In Web3, Ethereum is the go-to network for institutional products and tokenized real-world assets (RWAs). BlackRock's BUIDL money-market fund and PayPal's PYUSD stablecoin both launched on Ethereum, indicating institutional confidence in its security and compliance capabilities.
Solana (SOL)
Solana has developed a reputation among user-facing apps with its speed and low fees. In DeFi, apps like Orca (AMM), Marinade Finance (liquid staking), and Jupiter (DEX aggregator) are large hubs for swaps and liquidity. While its DeFi TVL is smaller than that of Ethereum, Solana is competitive in high-frequency trading environments, in which low latency is of utmost importance.

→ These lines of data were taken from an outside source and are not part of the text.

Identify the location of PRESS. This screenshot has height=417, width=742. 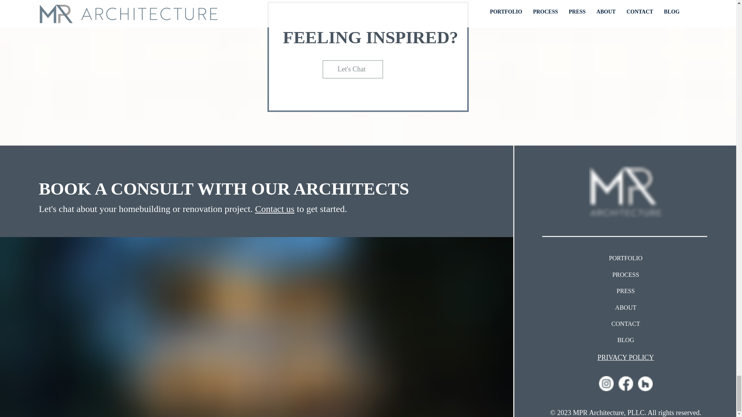
(625, 291).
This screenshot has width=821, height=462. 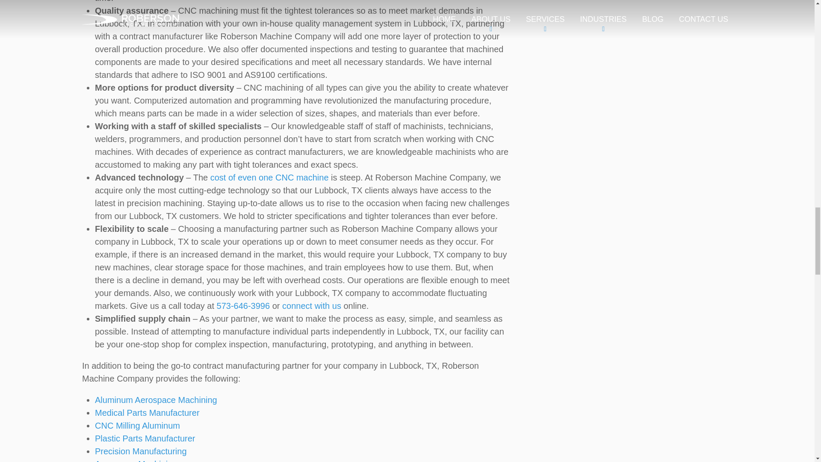 I want to click on Contract Manufacturing Bland, MO - mellowpine.com, so click(x=269, y=177).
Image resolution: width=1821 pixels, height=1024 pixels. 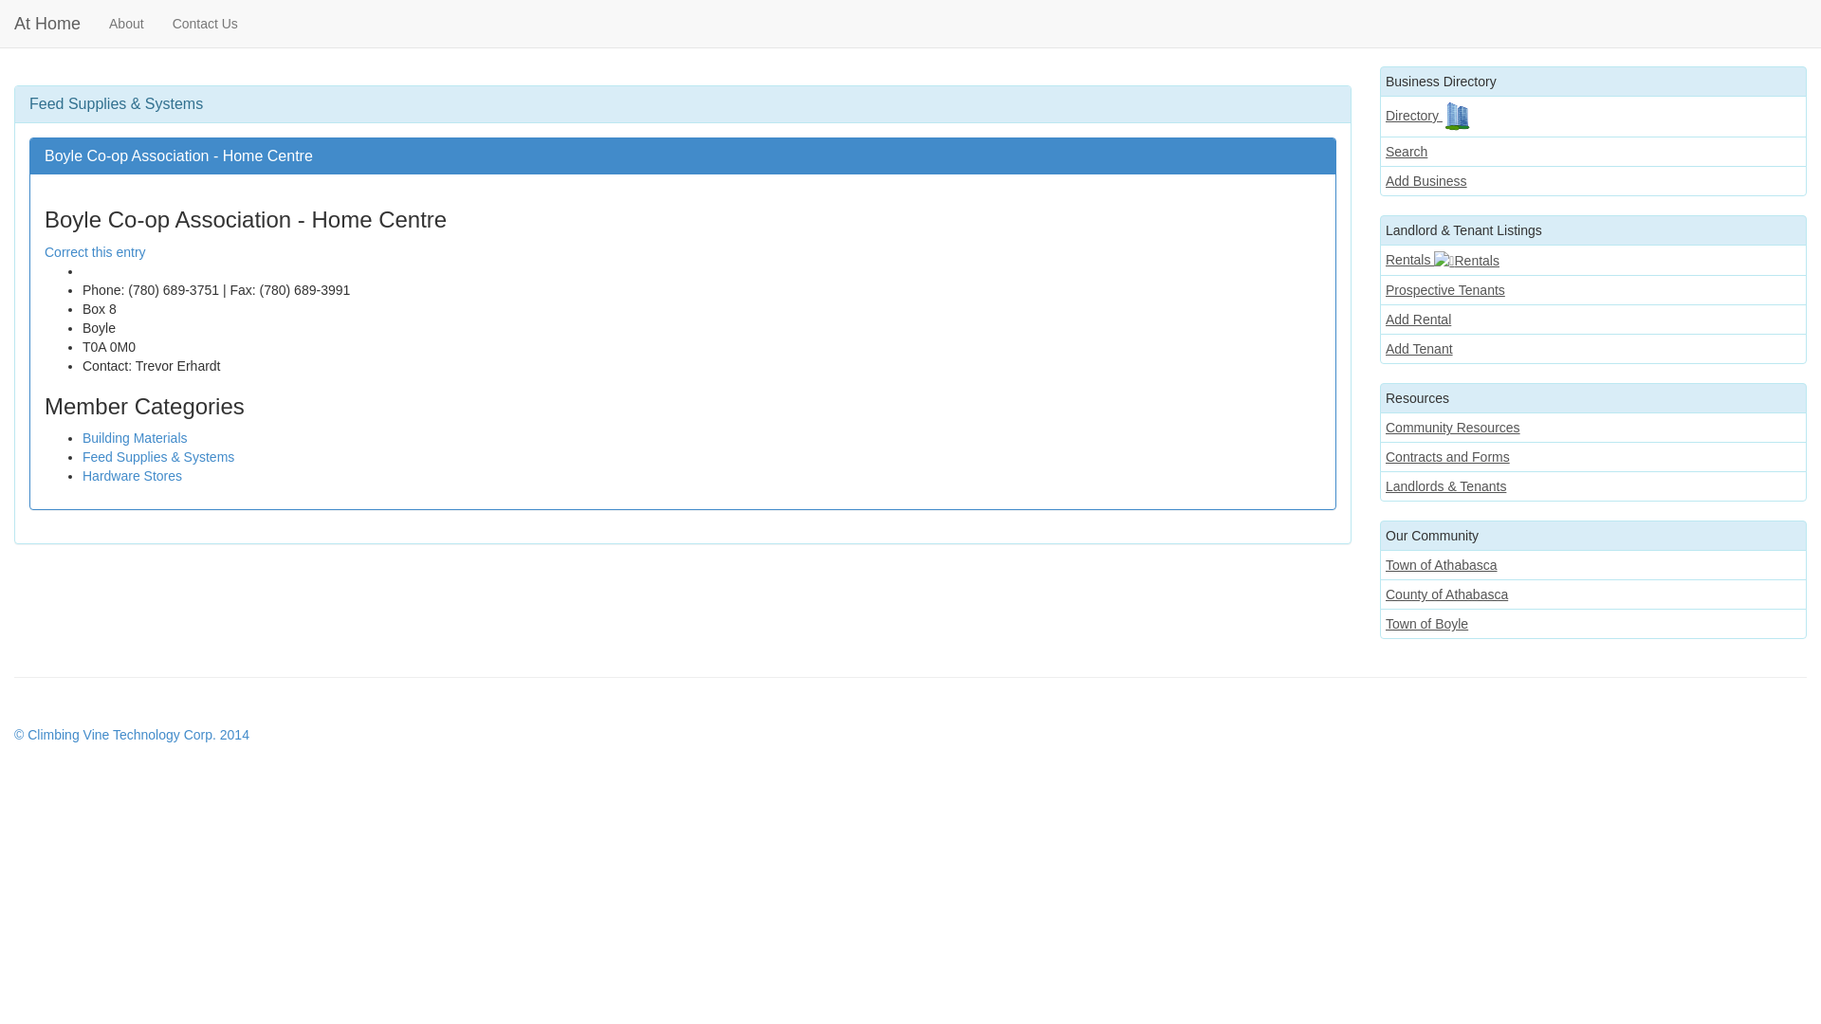 What do you see at coordinates (1593, 117) in the screenshot?
I see `Directory` at bounding box center [1593, 117].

Solana has emerged in the NFT space as Ethereum's closest rival. Marketplaces like Magic Eden and Tensor accommodate billions in average monthly transaction volume with retail end-users and creators who value rapid, cheap mints. During intense cycles, Solana NFTs even surpassed Ethereum in daily sales volume, demonstrating their popularity among retail traders.

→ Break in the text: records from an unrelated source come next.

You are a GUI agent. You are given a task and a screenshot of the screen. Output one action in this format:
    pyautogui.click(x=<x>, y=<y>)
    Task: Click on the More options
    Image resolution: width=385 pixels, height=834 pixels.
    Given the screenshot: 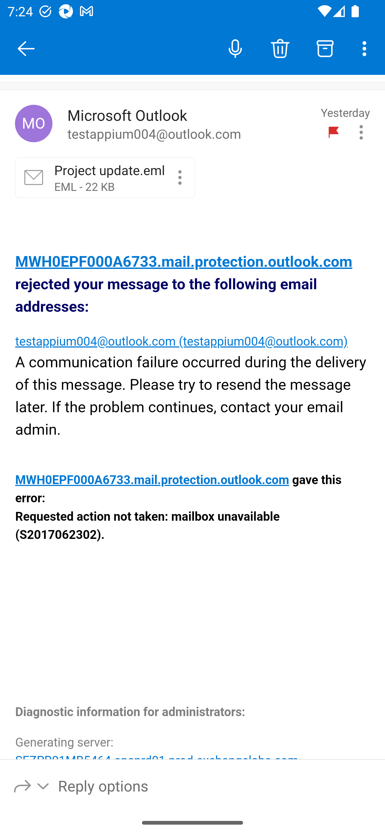 What is the action you would take?
    pyautogui.click(x=366, y=48)
    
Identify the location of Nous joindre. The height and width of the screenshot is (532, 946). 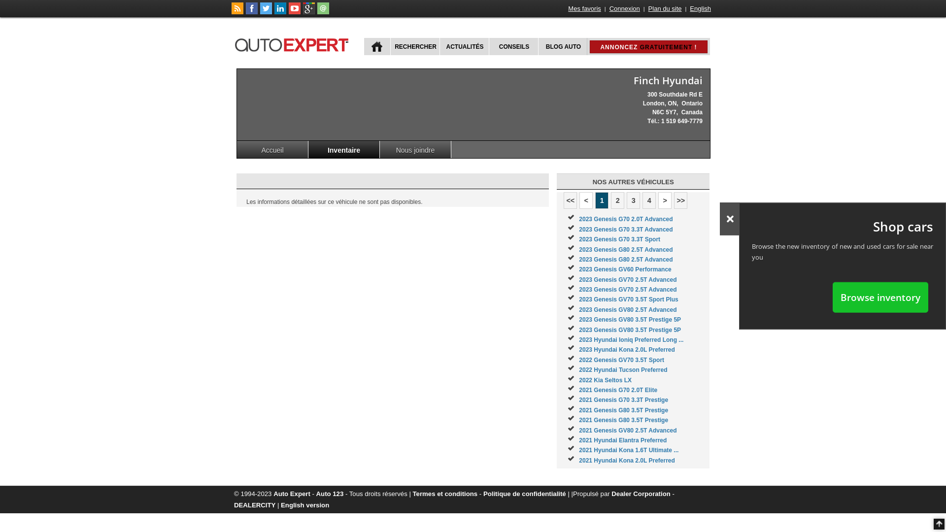
(416, 150).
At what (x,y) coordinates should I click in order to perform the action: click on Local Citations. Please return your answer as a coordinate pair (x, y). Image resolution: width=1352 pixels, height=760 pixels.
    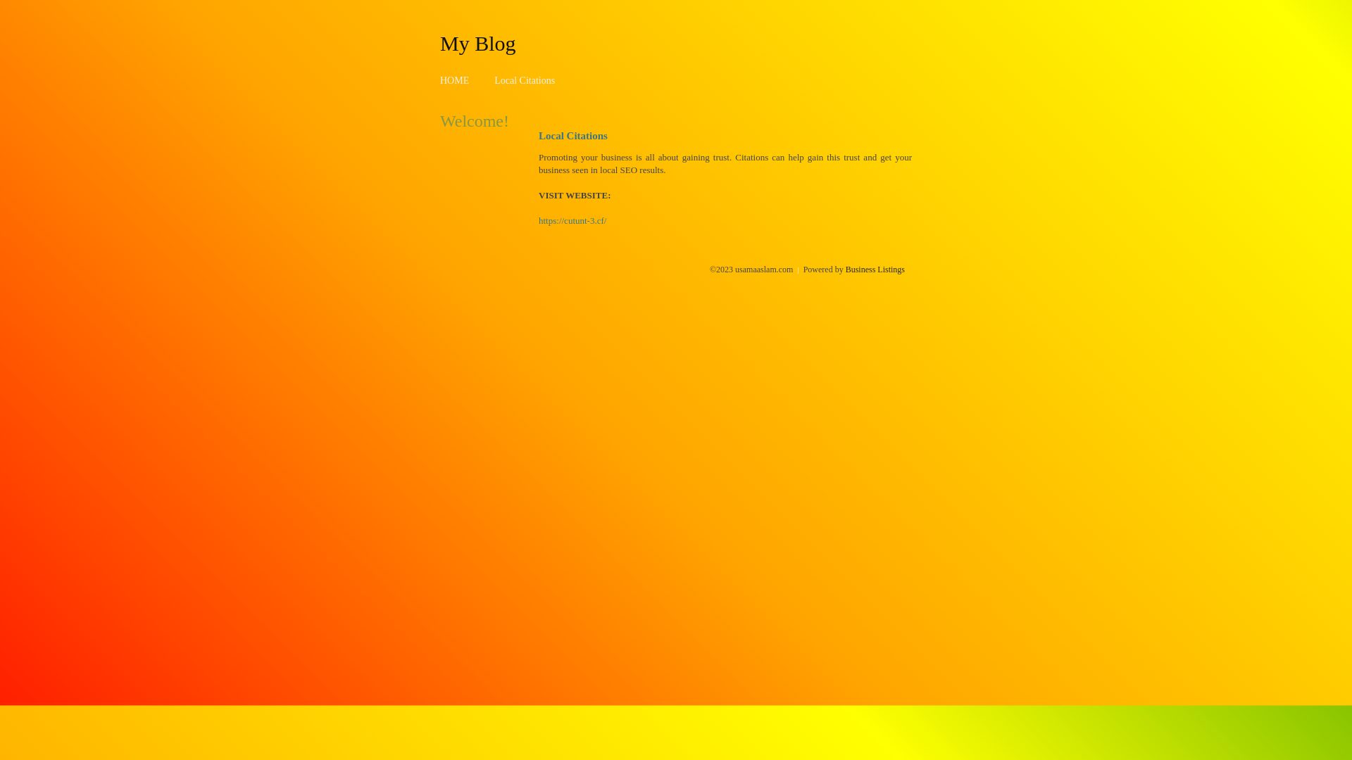
    Looking at the image, I should click on (525, 80).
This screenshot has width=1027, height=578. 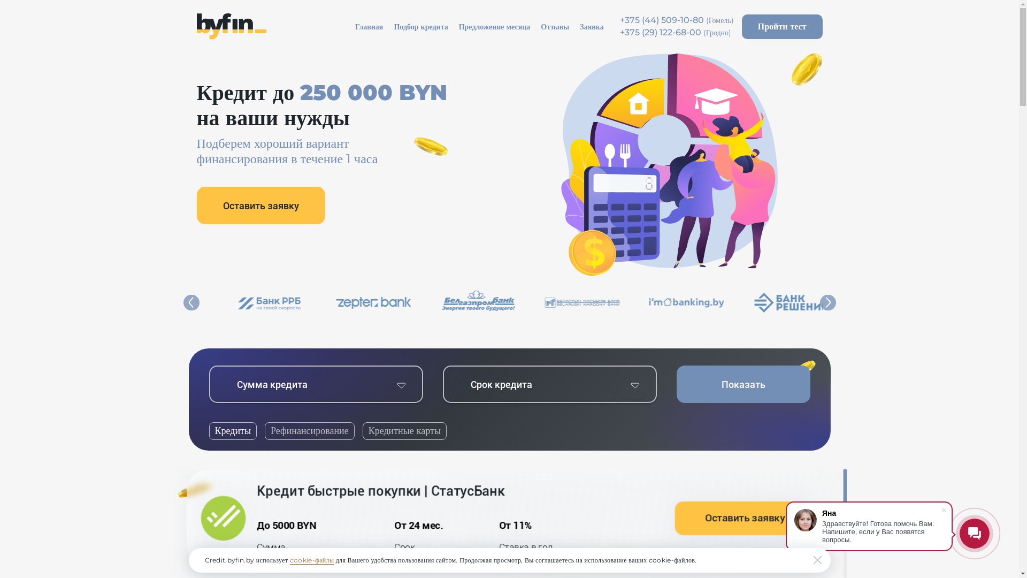 What do you see at coordinates (827, 303) in the screenshot?
I see `Next` at bounding box center [827, 303].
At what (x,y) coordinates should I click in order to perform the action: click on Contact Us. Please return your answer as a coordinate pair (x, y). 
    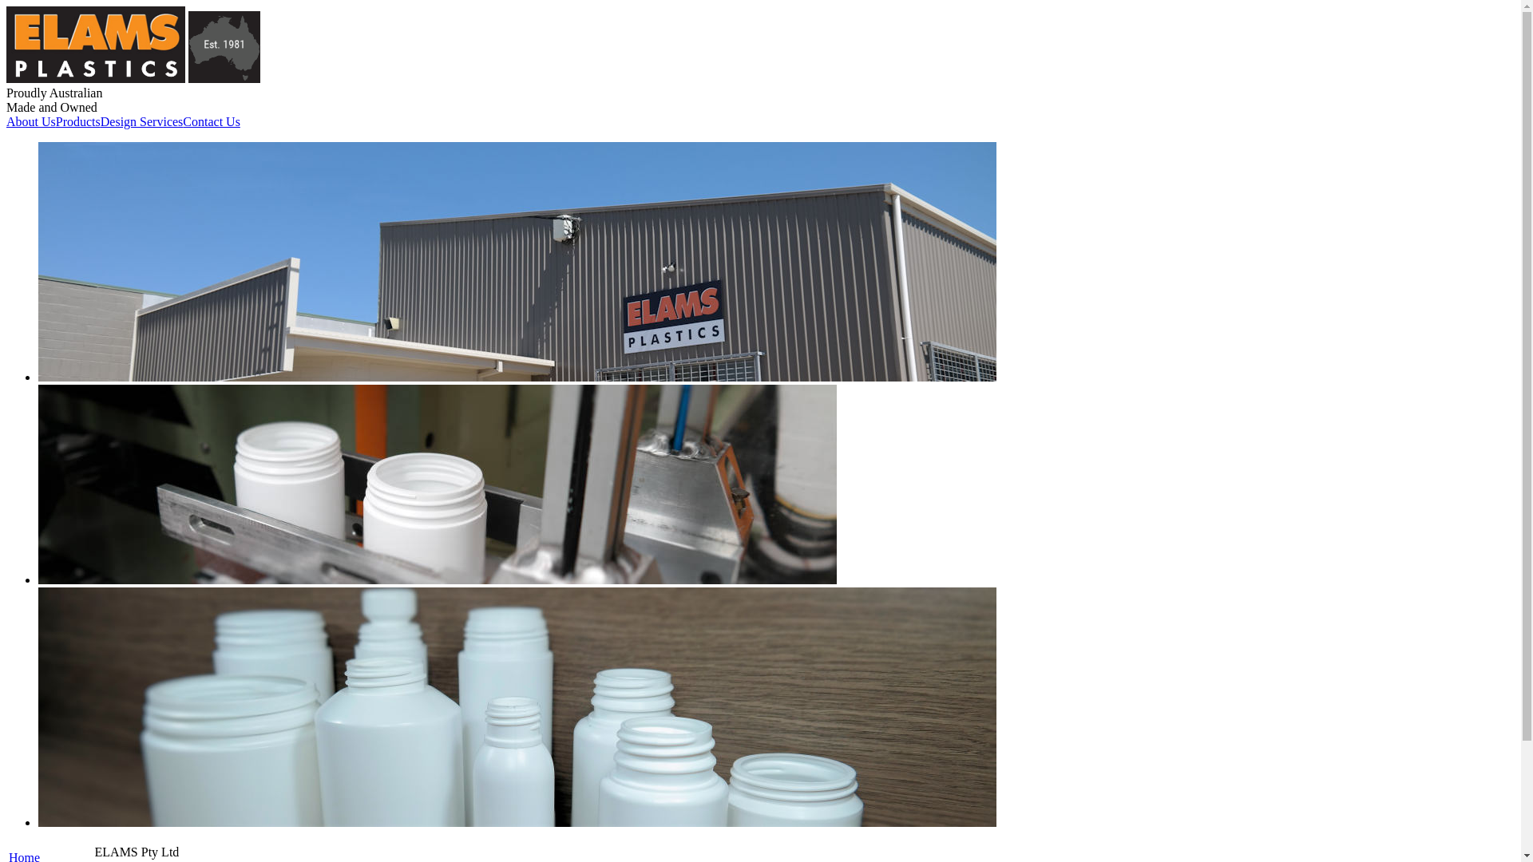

Solana also leads in Web3 consumer adoption. PayPal's PYUSD expansion to Solana and Visa's stablecoin settlement implementation have brought real-world payments to market. At the same time, new retail-themed dApps such as StepN and Web3 social platforms continue to prove their retail focus.
Sui (SUI)
Sui's object-oriented paradigm makes it highly suitable for asset-centred applications. In DeFi, Sui accommodates the DeepBook CLOB (central limit order book) and dApps like Cetus (DEX) and Turbos Finance, leveraging its high-performance throughput for maximum liquidity. Its DeFi TVL has skyrocketed immensely, having surpassed $2B by September 2025, indicating rapid growth in adoption.

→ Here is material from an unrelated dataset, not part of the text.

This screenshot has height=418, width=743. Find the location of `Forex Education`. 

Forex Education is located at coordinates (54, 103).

In NFTs and digital ownership, Sui promotes the composability of real assets. With dApps capable of being constructed to enable assets (NFTs, game assets, collectables) to have their own state, owners can have more resilient ownership experiences. Such projects include BlueMove and SuiFrens, while low, predictable fees foster experimenting with mass minting and in-game assets.

For gaming and Web3, Sui utilizes zkLogin (an OAuth-style onboarding method) to enable users to sign up with standard web accounts, thereby reducing friction for mainstream adoption. In-game NFTs, marketplaces, and composable items being built by game developers all utilize Sui's parallel execution and storage rebate model.
Conclusion
There is no single “winner” of next-gen blockchain warfare. Ethereum has unmatched maturity, security, and institutional adoption. Solana has speed, retail popularity, and NFT culture to its name. Sui offers a new paradigm that’s built for scalability, asset ownership, and gaming. Which of these is most important to you depends on the use case.
Seeking to profit from their differences? Sign up at XBTFX.io, trade SOL, ETH, and SUI with professional tools, and explore all the potential market prospects that each chain has to bring.
FAQ
What is best for DeFi?
Ethereum remains the leader of DeFi with the largest TVL, with robust Layer-2 solutions to support it.
Why is Solana popular for NFTs?
Its low costs and rapid confirmations suit it best for high-volume minting and trading.
Why is Sui special?
Sui utilizes an object-oriented paradigm that supports parallel execution and essentially instant verification for many transactions.
Can I trade ETH, SOL, and SUI on a single platform?
Yes, all three assets can be found on different major platforms with enhanced trading functionality.